Greetings fellow engineers.<p>I wanted to share my experience as a software engineer, which is that USA based job seekers are currently having a difficult time. I would't call the global market overall bad though.<p>What is your experience?
I find myself wondering if my email is broken. Which is to say I get very little reply.<p>Compare this to a year ago when I got a reply to almost every application I sent out.<p>I'm kind of kicking myself for being so picky; I haven't had a job in a few years and running out of money (I was never that well-off, but coming from a working-class background I don't live an expensive life). I've had a few bad experiences and I wanted to find something I really liked (I actually had a very well paid "Silicon Valley type" job for a company most here will know last year which I quit after 3 months because they gave me fuck all to do and I felt their engineering ethos was horrible – it just didn't feel right accepting a huge salary and not working for it).
Pretty dismal.<p>Fortunately, a friend of mine needed dev help with his growth stage company so I've been keeping the lights on contracting and sort of price gouging my hourly rate.<p>That said, I've really been hoping to land another proper full-time gig. On that front, things are not looking good. I had about a year under my belt as a newly transitioned (4YOE SWE 1YOE TPM) TPM so I'm sort of double fucked. Tech companies don't want to hire flip flopping devs and product people with less than a year of experience are basically un hire-able.<p>It's been four months, but at least I have some income to show for it. Had maybe three interviews, two recruiters reach out in this entire time. Probably around 100 applications.
I think I’m screwed.<p>I can’t get interviews anymore. Every now and then I get one and it goes nowhere, and I almost never make it past the first round. My LinkedIn profile views now show mostly as “salespeople” instead of recruiters.<p>I’ve lost a lot of money thanks to emergency expenses that happened towards the beginning and have been steadily bleeding my savings through general cost of living. I’m not sure how much longer I’ll be able to keep it up, but at this point I’m pretty much convinced I’ll run out of money before I can get a new job.
Almost 10 YOE on top of a MSc, looking for remote roles mainly in Europe. Looking for work for the past few weeks, sent out close to 500 applications. I heard back from maybe 20 companies, 10 won't hire remotely (anymore?) and asked if I'd relocate, 2 progressed to multiple interview before rejecting me without any reasons stated, and have an ongoing process with another 4-5.
All salaries I'm looking at are way lower than what I was making (down to even half).<p>Bleak.
Very very hard going for me. I have nearly 10 years of experience but only got one interview, and when the topic of money came up 70k was deemed much too high. I got no further contact from that company.
Not good at all... I have about 20 years in the industry, I've submitted ~60 online applications over the last 16 days and have received ~15 rejections (with one arriving nearly instantaneously)!
By far the worst job hunt in my entire career. I have nearly 10 years of experience and the only things I get recruited for are short term contracts which require me to move.<p>Luckily my personal expenses are very low so I don't NEED to work, but I'm definitely discouraged right now.
A friend of mine was a PM at amazon and was part of the layoffs earlier in the year. Hasn't had any response to their applications, only 1 interview from a referral but it wasn't a good fit.
The bar has been raised. Not like a few years ago when they were hiring zero experience bootcamp devs (much to respect to these folks who are hard workers from non-traditional backgrounds). Questions are not easy, you can be tossed out for any perceived slight or giving a non-optimal solution. Experience is disregarded unless web scale. At least IME, but maybe it was always that way. You'll have to rely hard on your personal network to get your foot in the door somewhere.
Seems pretty bad right now. A lot of companies, mine included, are in a hiring freeze. Some companies outside of big tech are hiring(I noticed quite a few jobs from banks), but a lot are expecting relocation or hybrid in addition to substantial pay cuts compared to tech salaries. I've had most of my recent applications rejected without even a recruiter call when in the past I had felt my resume was very strong.
Not personal experience, but most people I know who were laid off are taking it easy and enjoying their severance period. My own company just announced that we are massively ramping up hiring in the second half of the year, so the jobs will come back soon enough.
Fucked. Trying to break into the industry, hundreds of applications over the past year, few interviews. I'm 30, and apparently that's already really old for software, so I'm not sure I'll ever be getting in.
I am from Bangalore India. I was just window shopping and came across some insane salaries for Amazon SDE and am currently feeling somewhat down. I posted a question about it here, please someone reply.
I got laid off 4 ish months ago and was hired 2 months ago. I only looked for about one month and I had two pretty good offers out of it. 6 years of experience in industry.
It's fine. I have been getting a lot of inbound and am in the loop for most applications I've sent out.<p>The doomspelling of the tech job market is both overly exaggerated and heavily biased toward experiences of junior and intermediate developers. If you have a decade or more of experience, it's business as usual.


TASK ITEM =
Retype every entry word for word.
[[ THE DATA, beginning ]]
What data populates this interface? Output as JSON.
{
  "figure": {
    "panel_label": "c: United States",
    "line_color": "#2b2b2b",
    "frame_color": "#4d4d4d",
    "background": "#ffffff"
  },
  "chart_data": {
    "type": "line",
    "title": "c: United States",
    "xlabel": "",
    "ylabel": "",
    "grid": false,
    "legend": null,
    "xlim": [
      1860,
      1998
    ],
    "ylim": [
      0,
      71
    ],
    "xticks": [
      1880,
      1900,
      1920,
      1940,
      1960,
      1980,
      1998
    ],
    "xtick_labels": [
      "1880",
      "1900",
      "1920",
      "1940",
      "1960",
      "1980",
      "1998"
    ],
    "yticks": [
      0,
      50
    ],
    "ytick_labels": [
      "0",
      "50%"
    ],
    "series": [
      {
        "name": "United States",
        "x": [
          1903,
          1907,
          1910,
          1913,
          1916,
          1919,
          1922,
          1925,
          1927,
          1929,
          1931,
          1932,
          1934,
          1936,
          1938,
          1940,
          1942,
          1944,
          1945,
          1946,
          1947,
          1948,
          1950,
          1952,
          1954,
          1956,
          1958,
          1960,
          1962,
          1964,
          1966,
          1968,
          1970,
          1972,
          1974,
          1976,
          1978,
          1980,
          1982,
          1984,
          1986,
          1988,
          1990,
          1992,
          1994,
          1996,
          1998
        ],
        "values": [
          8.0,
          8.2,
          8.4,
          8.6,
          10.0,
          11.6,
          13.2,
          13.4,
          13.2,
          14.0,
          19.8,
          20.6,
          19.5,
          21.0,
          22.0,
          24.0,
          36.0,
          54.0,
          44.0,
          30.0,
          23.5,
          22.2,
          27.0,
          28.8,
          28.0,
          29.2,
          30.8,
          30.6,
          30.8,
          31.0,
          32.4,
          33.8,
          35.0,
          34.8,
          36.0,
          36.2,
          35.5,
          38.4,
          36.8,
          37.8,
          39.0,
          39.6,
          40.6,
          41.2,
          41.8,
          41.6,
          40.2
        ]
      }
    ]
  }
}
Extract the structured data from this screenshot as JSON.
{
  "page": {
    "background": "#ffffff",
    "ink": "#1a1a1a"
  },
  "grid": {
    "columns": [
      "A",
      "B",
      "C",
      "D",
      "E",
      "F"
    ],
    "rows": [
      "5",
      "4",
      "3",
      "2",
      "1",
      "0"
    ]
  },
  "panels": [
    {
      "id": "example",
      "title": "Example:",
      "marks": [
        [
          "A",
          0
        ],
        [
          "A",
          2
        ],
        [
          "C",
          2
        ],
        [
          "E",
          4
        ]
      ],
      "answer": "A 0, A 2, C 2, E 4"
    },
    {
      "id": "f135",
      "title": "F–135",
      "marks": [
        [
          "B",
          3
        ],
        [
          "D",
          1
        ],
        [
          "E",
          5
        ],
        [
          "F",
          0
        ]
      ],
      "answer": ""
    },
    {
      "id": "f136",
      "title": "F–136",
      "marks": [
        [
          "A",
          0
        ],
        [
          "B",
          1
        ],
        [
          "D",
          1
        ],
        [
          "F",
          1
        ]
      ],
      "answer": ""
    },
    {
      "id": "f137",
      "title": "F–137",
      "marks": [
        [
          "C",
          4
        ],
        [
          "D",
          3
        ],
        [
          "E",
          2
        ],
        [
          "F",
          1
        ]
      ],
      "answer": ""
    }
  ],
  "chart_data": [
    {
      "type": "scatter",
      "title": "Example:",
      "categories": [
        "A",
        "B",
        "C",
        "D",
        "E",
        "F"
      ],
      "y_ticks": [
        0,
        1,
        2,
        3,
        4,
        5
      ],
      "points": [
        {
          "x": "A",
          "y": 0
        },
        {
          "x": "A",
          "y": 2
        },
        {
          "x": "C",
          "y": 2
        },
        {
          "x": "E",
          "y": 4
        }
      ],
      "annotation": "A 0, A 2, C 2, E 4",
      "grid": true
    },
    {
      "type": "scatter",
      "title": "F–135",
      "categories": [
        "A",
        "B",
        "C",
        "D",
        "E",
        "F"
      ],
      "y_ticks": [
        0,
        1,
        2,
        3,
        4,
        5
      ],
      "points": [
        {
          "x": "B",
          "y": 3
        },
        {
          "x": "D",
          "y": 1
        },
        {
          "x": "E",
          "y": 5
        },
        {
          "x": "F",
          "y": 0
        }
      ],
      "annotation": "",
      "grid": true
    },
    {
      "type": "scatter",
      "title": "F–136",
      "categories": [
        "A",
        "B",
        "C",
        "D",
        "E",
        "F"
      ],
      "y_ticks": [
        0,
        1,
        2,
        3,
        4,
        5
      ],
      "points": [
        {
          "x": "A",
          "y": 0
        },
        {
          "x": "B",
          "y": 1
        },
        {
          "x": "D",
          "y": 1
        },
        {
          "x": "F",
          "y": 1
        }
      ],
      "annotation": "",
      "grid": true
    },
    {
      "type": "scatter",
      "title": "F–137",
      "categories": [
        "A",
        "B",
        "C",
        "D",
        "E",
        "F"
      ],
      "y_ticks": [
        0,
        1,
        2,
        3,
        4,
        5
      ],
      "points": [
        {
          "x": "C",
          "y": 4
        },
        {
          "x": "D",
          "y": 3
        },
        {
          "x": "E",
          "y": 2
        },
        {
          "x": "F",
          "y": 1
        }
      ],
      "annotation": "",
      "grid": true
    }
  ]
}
[[ THE DATA, end ]]
ANSWER TO THIS PROBLEM =
What data populates this interface? Output as JSON.
{
  "figure": {
    "panel_label": "c: United States",
    "line_color": "#2b2b2b",
    "frame_color": "#4d4d4d",
    "background": "#ffffff"
  },
  "chart_data": {
    "type": "line",
    "title": "c: United States",
    "xlabel": "",
    "ylabel": "",
    "grid": false,
    "legend": null,
    "xlim": [
      1860,
      1998
    ],
    "ylim": [
      0,
      71
    ],
    "xticks": [
      1880,
      1900,
      1920,
      1940,
      1960,
      1980,
      1998
    ],
    "xtick_labels": [
      "1880",
      "1900",
      "1920",
      "1940",
      "1960",
      "1980",
      "1998"
    ],
    "yticks": [
      0,
      50
    ],
    "ytick_labels": [
      "0",
      "50%"
    ],
    "series": [
      {
        "name": "United States",
        "x": [
          1903,
          1907,
          1910,
          1913,
          1916,
          1919,
          1922,
          1925,
          1927,
          1929,
          1931,
          1932,
          1934,
          1936,
          1938,
          1940,
          1942,
          1944,
          1945,
          1946,
          1947,
          1948,
          1950,
          1952,
          1954,
          1956,
          1958,
          1960,
          1962,
          1964,
          1966,
          1968,
          1970,
          1972,
          1974,
          1976,
          1978,
          1980,
          1982,
          1984,
          1986,
          1988,
          1990,
          1992,
          1994,
          1996,
          1998
        ],
        "values": [
          8.0,
          8.2,
          8.4,
          8.6,
          10.0,
          11.6,
          13.2,
          13.4,
          13.2,
          14.0,
          19.8,
          20.6,
          19.5,
          21.0,
          22.0,
          24.0,
          36.0,
          54.0,
          44.0,
          30.0,
          23.5,
          22.2,
          27.0,
          28.8,
          28.0,
          29.2,
          30.8,
          30.6,
          30.8,
          31.0,
          32.4,
          33.8,
          35.0,
          34.8,
          36.0,
          36.2,
          35.5,
          38.4,
          36.8,
          37.8,
          39.0,
          39.6,
          40.6,
          41.2,
          41.8,
          41.6,
          40.2
        ]
      }
    ]
  }
}
Extract the structured data from this screenshot as JSON.
{
  "page": {
    "background": "#ffffff",
    "ink": "#1a1a1a"
  },
  "grid": {
    "columns": [
      "A",
      "B",
      "C",
      "D",
      "E",
      "F"
    ],
    "rows": [
      "5",
      "4",
      "3",
      "2",
      "1",
      "0"
    ]
  },
  "panels": [
    {
      "id": "example",
      "title": "Example:",
      "marks": [
        [
          "A",
          0
        ],
        [
          "A",
          2
        ],
        [
          "C",
          2
        ],
        [
          "E",
          4
        ]
      ],
      "answer": "A 0, A 2, C 2, E 4"
    },
    {
      "id": "f135",
      "title": "F–135",
      "marks": [
        [
          "B",
          3
        ],
        [
          "D",
          1
        ],
        [
          "E",
          5
        ],
        [
          "F",
          0
        ]
      ],
      "answer": ""
    },
    {
      "id": "f136",
      "title": "F–136",
      "marks": [
        [
          "A",
          0
        ],
        [
          "B",
          1
        ],
        [
          "D",
          1
        ],
        [
          "F",
          1
        ]
      ],
      "answer": ""
    },
    {
      "id": "f137",
      "title": "F–137",
      "marks": [
        [
          "C",
          4
        ],
        [
          "D",
          3
        ],
        [
          "E",
          2
        ],
        [
          "F",
          1
        ]
      ],
      "answer": ""
    }
  ],
  "chart_data": [
    {
      "type": "scatter",
      "title": "Example:",
      "categories": [
        "A",
        "B",
        "C",
        "D",
        "E",
        "F"
      ],
      "y_ticks": [
        0,
        1,
        2,
        3,
        4,
        5
      ],
      "points": [
        {
          "x": "A",
          "y": 0
        },
        {
          "x": "A",
          "y": 2
        },
        {
          "x": "C",
          "y": 2
        },
        {
          "x": "E",
          "y": 4
        }
      ],
      "annotation": "A 0, A 2, C 2, E 4",
      "grid": true
    },
    {
      "type": "scatter",
      "title": "F–135",
      "categories": [
        "A",
        "B",
        "C",
        "D",
        "E",
        "F"
      ],
      "y_ticks": [
        0,
        1,
        2,
        3,
        4,
        5
      ],
      "points": [
        {
          "x": "B",
          "y": 3
        },
        {
          "x": "D",
          "y": 1
        },
        {
          "x": "E",
          "y": 5
        },
        {
          "x": "F",
          "y": 0
        }
      ],
      "annotation": "",
      "grid": true
    },
    {
      "type": "scatter",
      "title": "F–136",
      "categories": [
        "A",
        "B",
        "C",
        "D",
        "E",
        "F"
      ],
      "y_ticks": [
        0,
        1,
        2,
        3,
        4,
        5
      ],
      "points": [
        {
          "x": "A",
          "y": 0
        },
        {
          "x": "B",
          "y": 1
        },
        {
          "x": "D",
          "y": 1
        },
        {
          "x": "F",
          "y": 1
        }
      ],
      "annotation": "",
      "grid": true
    },
    {
      "type": "scatter",
      "title": "F–137",
      "categories": [
        "A",
        "B",
        "C",
        "D",
        "E",
        "F"
      ],
      "y_ticks": [
        0,
        1,
        2,
        3,
        4,
        5
      ],
      "points": [
        {
          "x": "C",
          "y": 4
        },
        {
          "x": "D",
          "y": 3
        },
        {
          "x": "E",
          "y": 2
        },
        {
          "x": "F",
          "y": 1
        }
      ],
      "annotation": "",
      "grid": true
    }
  ]
}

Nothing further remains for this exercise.